FN8: Indeed, the Motion itself contains a trailer on the bottom of each page that reads: “C:\MyFiles\CLIENT\Shebby\Pleadings\Discovery\MOTIONS\Motion may 16.wpd.”
Ultimately, then, it does not matter whether the Instruction referred to paper or electronic files — a plain reading leads to the conclusion that plaintiff did not make a request that the Business Plan be produced solely in its original format with accompanying metadata. See Vanston Bondholders Prot. Comm. v. Green, 329 U.S. 156, 170, 67 S. Ct. 237, 91 L. Ed. 162 (1946) (“Putting the wrong question is not likely to beget right answers even in law.”). A motion to compel is appropriate only where an appropriate request is made of the responding party. See Fed. R. Civ. P. 37(a)(1)(B); Raghavan v. Bayer USA, Inc., No. 3:05-cv-682, 2007 U.S. Dist. LEXIS 51916, 2007 WL 2099637, at *4 (D. Conn. July 17, 2007) (“The court will not compel discovery that has not been sought.”). Because no such request has been made concerning the Business Plan, the Court will not compel the defendant to produce it in its original form with accompanying metadata.

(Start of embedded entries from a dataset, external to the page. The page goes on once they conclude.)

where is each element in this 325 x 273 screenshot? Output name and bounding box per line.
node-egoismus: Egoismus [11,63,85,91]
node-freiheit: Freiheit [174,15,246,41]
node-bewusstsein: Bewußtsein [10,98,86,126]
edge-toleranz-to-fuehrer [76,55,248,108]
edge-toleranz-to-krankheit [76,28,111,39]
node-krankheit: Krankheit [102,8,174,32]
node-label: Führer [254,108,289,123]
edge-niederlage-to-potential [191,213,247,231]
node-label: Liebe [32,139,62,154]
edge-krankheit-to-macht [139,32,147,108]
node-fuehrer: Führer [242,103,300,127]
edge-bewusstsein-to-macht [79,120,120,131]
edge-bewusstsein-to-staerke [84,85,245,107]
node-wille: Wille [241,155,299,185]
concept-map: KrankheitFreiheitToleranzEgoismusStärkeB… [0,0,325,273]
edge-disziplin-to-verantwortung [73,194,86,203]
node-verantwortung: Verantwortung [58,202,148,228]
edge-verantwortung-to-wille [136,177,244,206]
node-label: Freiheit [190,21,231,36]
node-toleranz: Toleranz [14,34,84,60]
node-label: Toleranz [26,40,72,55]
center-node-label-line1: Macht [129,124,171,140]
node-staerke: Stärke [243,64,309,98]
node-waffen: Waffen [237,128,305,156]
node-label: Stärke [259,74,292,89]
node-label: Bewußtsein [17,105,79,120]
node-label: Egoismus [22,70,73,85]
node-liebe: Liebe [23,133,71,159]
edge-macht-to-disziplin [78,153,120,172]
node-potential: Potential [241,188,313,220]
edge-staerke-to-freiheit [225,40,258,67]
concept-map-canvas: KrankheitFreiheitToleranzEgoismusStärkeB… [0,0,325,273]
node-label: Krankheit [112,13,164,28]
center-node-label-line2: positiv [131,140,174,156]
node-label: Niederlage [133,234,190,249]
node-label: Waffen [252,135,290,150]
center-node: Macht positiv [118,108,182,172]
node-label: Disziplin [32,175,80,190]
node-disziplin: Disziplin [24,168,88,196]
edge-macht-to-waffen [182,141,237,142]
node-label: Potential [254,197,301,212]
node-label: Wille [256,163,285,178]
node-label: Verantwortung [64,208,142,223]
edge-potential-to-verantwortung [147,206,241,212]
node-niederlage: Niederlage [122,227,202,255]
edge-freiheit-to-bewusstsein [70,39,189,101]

FN9 See, e.g., Ponca Tribe of Indians v. Continental Carbon Co., No. CIV-05-445-C, 2006 U.S. Dist. LEXIS 74225, 2006 WL 2927878, at *6 (W.D. Okla. Oct. 11, 2006) (“The original document requests issued by Plaintiffs failed to specify the manner in which electronic or computer information should be produced. [Defendant] elected to use a commonly accepted means of complying with the request. Nothing in the materials provided by Plaintiffs supports requiring [Defendant] to reproduce the information in a different format. Accordingly, Plaintiffs’ request for reproduction of documents in their native electronic format will be denied.”); Wyeth v. Impax Labs., Inc., No. Civ. A. 06-222-JJF, 248 F.R.D. 169, 2006 U.S. Dist. LEXIS 79761, 2006 WL 3091331, at *1-2 (D. Del. Oct. 26, 2006) (“Since the parties have never agreed that electronic documents would be produced in any particular format, [Plaintiff] complied with its discovery obligation by producing image files”). Cf. Treppel v. Biovail Corp., 233 F.R.D. 363, 374 (S.D.N.Y. 2006) (requiring production in native format where requesting party asked for it and producing party did not object). See also RALPH C. LOSEY, E-DISCOVERY, CURRENT TRENDS AND CASES 158-59 (2007) (summarizing recent cases as amounting to a “lesson . . . that in order to obtain metadata you may need, you should specifically ask for it to begin with”).
FN9:Where the requesting party “does not specify a form for producing electronically stored information, a [responding] [**15] party must produce it in a form or forms in which it is ordinarily maintained or in a reasonably usable form or forms.” Fed. R. Civ. P. 34(b)(2)(e)(ii) (emphasis added).
D’Onofrio v. Sfx Sports Group, Inc., 247 F.R.D. 43, 46-47 (D.D.C. 2008 ) (internal citations removed).